Third-Party Breaches Teach Education Sector a Costly Lesson in Vendor Risk
Rising threats from third-party actors are forcing institutions to play defense to protect student data from ransomware and other attacks.
Lessons from information-security incidents explain how controls and response decisions can reduce risk and strengthen future cyber defenses.
Search across headline titles and summaries.
Background for this topic.
Lessons captures documented insights from security incidents, vulnerability disclosures, exercises, audits, and other operational experience—what happened, why defenses failed or worked, and what should change. The focus is not the event itself, but transferable understanding grounded in evidence, such as a missed patch, excessive privilege, weak recovery process, or detection rule that did not alert.
For practitioners, these accounts help turn failures into changes across the security lifecycle. A useful lesson identifies the affected asset and attack path, separates root causes from contributing conditions, and assigns verifiable corrective actions: reduce exposure through vulnerability management, improve logging and containment for incident response, or revise access and recovery controls. It should also state limits—an observation from one environment may not apply universally—and consider privacy and compliance when sharing technical or personal details. Readers should look for validated findings, measurable follow-up, and evidence that fixes remain effective, rather than treating a postmortem or case study as a checklist.
Weekly headline count for the current query.
Rising threats from third-party actors are forcing institutions to play defense to protect student data from ransomware and other attacks.
The fintech company's engineering-first application security team reengineered the process for granting system access, making it easier and more secure for developers working on their projects. Here are the lessons learned from Robinhood's experience.
The Maritime Transportation Security Act (MTSA) requires plans to protect OT systems, audits by independent third parties, and a hybrid OT-security role.
Discover how Franz Regul, former CISO for the Paris 2024 Olympics, tackled unique cybersecurity challenges to protect the Games from evolving threats.
Events and concepts from the Stranger Things television series illustrate how enterprises can defend their networks and stay "right side up."
Lessons from history highlight why AI-enabled browsers require controlled enablement.
The Nazi relic's history is riddled with resilience errors, and those lessons still apply to defending against modern cyber threats.

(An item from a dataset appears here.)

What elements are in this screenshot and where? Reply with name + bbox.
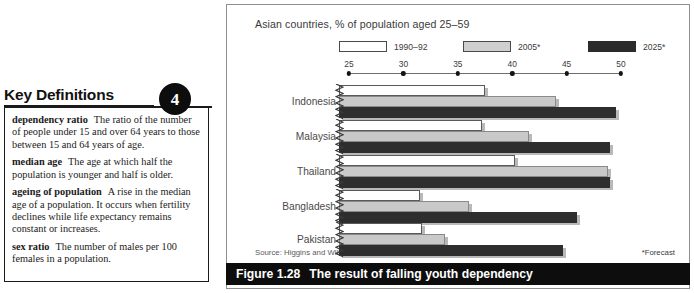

After two years of finding flaws in AI infrastructure, two Wiz researchers advise security pros to worry less about prompt injection and more about vulnerabilities.
Sara Duffer highlights the top lessons she brought back to her security role following three years in Amazon's shadow program.
To build an effective relationship with the CEO and the Board, CISOs must translate technical risks into business terms and position cybersecurity as a strategic business enabler rather than just a business function.
Jennifer Ewbank, former CIA deputy director of digital innovation, on resilience, cultural shifts, and cyber fundamentals in the AI era.
Sam Collins and Marius Muench of the University of Birmingham, UK, join the Black Hat USA 2025 News Desk to explain how anti-cheat systems in video games provide valuable lessons on defending against threat actors' techniques and strategies.
The lesson from the breach is not just about what went wrong — but what could have gone right.
McDonald's hiring platform was using its original default credentials and inadvertently exposed information belonging to approximately 64 million job applicants.
The ever-growing volume of vulnerabilities and threats requires organizations to remain resilient and anti-fragile — that is, to be able to proactively respond to issues and continuously improve.
Proactive defenses, cross-sector collaboration, and resilience are key to combating increasingly sophisticated threats.
High-profile security incidents provide examples of how common vulnerabilities can be exploited. If you pay attention, you can learn from others' mistakes.
The software supply chain is a growing target, and organizations need to take special care to safeguard it.
The lessons I've learned soaring through the skies have extended far beyond the runway.
A new report from the Open Software Supply Chain Attack Reference (OSC&R) team provides a framework to reduce how much vulnerable software reaches production.